Sponges have lived in a wide range of areas since ancient times, so their fossils can be preserved in a variety of rocks such as limestone, sandstone, phyllic chalk, and deep-water claystone. Because sponges in the Paleozoic and Mesozoic era often lived in symbiosis with typical shallow-sea animals such as corals and brachiopods, scientists generally believe that they mainly lived in shallow seas at that time. The living areas of Cenozoic sponges are similar to those of modern times, and the general trend is that their adaptive range is getting wider and wider.


Except for the uniaxial rolling sponges in the class Sponges, all modern sponges live in the ocean. Calcareous sponges can be distributed from coastal waters to the deep sea at a depth of 2195 meters, but the main distribution area is in water depths less than 100 meters. The distribution area of marine common sponges is from coastal to semi-deep sea. Six-shot sponges basically live in deep continental slopes and the deep seabed below. They are basically not found in sea areas with water depths less than 90 meters. Only a few molecules can be found in the water depth range of 90 to 200 meters; only in There are a small number of six-shot sponges living in the shallow waters of Antarctic waters.

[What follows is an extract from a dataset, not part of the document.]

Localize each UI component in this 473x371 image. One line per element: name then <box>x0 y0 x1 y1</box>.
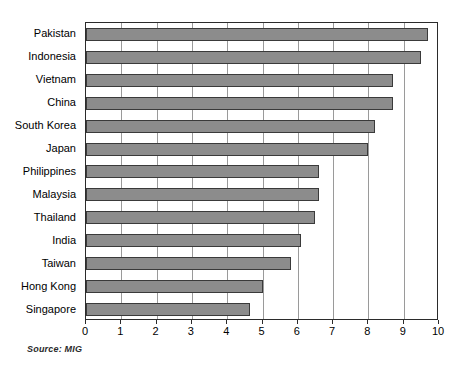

Modern sponges can be found in oceans at all latitudes on Earth. Common sponges are mainly distributed in warm oceans and are less common in high latitudes. Six-shot sponges are concentrated in tropical and subtropical seas, and are especially abundant in Indonesia, Philippine waters and the South China Sea. A few molecules are also distributed in waters near the Antarctic. The remaining calcareous sponges are distributed in warm sea areas.